Johnson, Vermont - June 25, 2008
If Joel Fisher's sculptures could talk, oh, the stories they'd tell. The artist sighs, "I'm annoyed at the ugliness of the whole process [I've endured.]"
Fisher was traveling last year when he learned his remote art studio and home in North Troy had been repeatedly ransacked. Thieves targeted dozens of bronze sculptures, not for their artistic value, but for the price of the metal used to make them.
This artist who's exhibited work at the Museum of Modern Art and at the White House suspects the culprits wanted to scrap his work, estimated to be worth more than a million dollars, for pennies on the dollar and use the money to buy drugs.
Bronze is made from copper and tin. With metal trading at high prices, copper thefts have been on the rise from utilities and private homes. Joel Fisher explains, "I've learned most of the copper being stolen around the country goes to China and we import it back as air conditioners or car parts."
Thirty of his pieces almost met that fate. They're now on view at the Vermont Studio Center in Johnson, after they were recovered from scrap yards in Vermont and Massachusetts, seriously damaged. The sculptor says, "There's evidence some pieces have been dragged upside-down. There are bits of colored paint from the trucks they've been in."
And he's got scars from this experience, too. Fisher sighs, "I've never been in that kind of slump before."
Fisher says he battled depression and has even given up big sculptures for painting. He remembers, "It hit me. I don't have time to start over. This took me 25 years. To start over, I don't have 25 years left."

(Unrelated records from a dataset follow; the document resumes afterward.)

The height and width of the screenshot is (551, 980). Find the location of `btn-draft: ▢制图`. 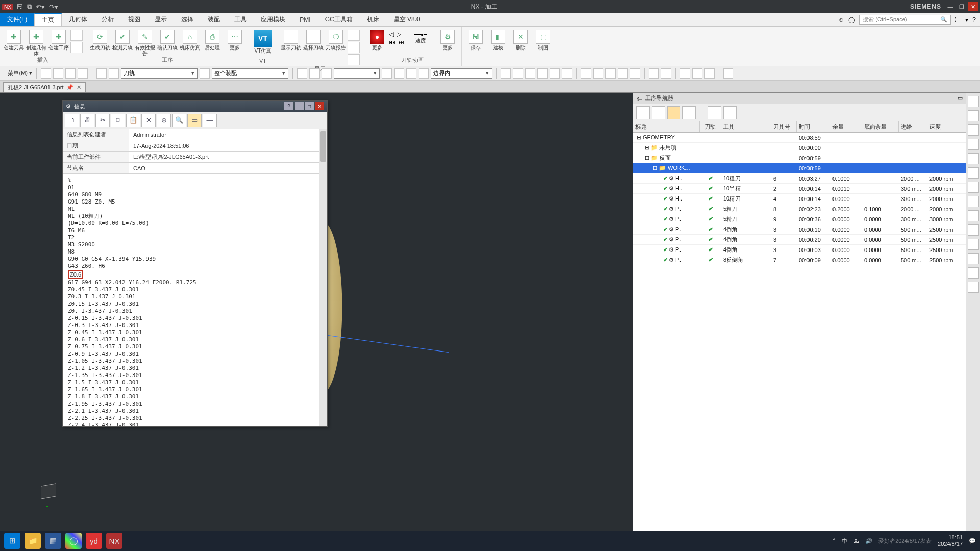

btn-draft: ▢制图 is located at coordinates (543, 39).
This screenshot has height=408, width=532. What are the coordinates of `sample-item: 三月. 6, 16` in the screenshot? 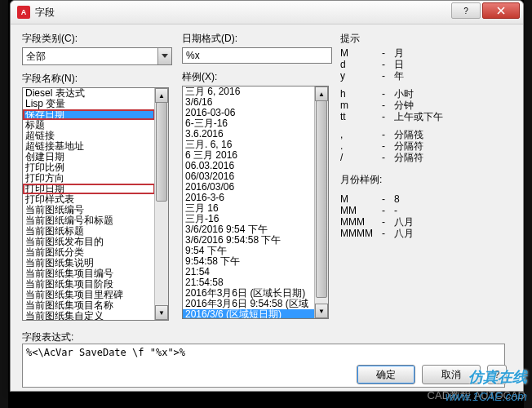 It's located at (249, 145).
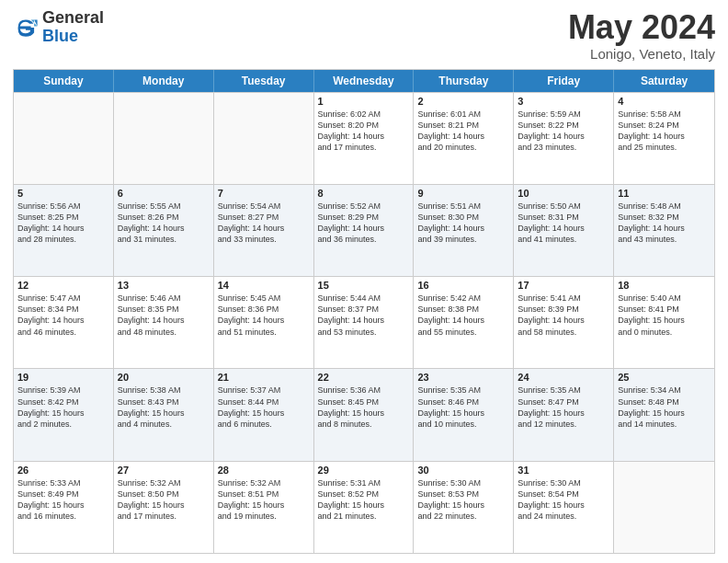 The height and width of the screenshot is (563, 728). What do you see at coordinates (463, 101) in the screenshot?
I see `day-number: 2` at bounding box center [463, 101].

More than six months after the crimes, he's still wondering if he'll ever find the 29 sculptures that are still missing. Some weigh hundreds of pounds. Have they already been melted down? Are they hidden in woods or a barn in the Northeast Kingdom or elsewhere? Even though police have made several arrests, they haven't been able to answer those questions yet.
Fisher hopes his work is so distinctive that scrap yard staff would recognize it as art and not sell it or smelt it. For now, he's taking solace in the fact his neighbors and friends in North Troy and in Vermont's tight-knit arts community have been so kind and supportive. He smiles, saying, "A kind word means so much."
Joel Fisher is just grateful this crime didn't entirely destroy what he spent so long creating.
The exhibit of Joel Fisher's work will be on view through July 23rd at the Vermont Studio Center in Johnson.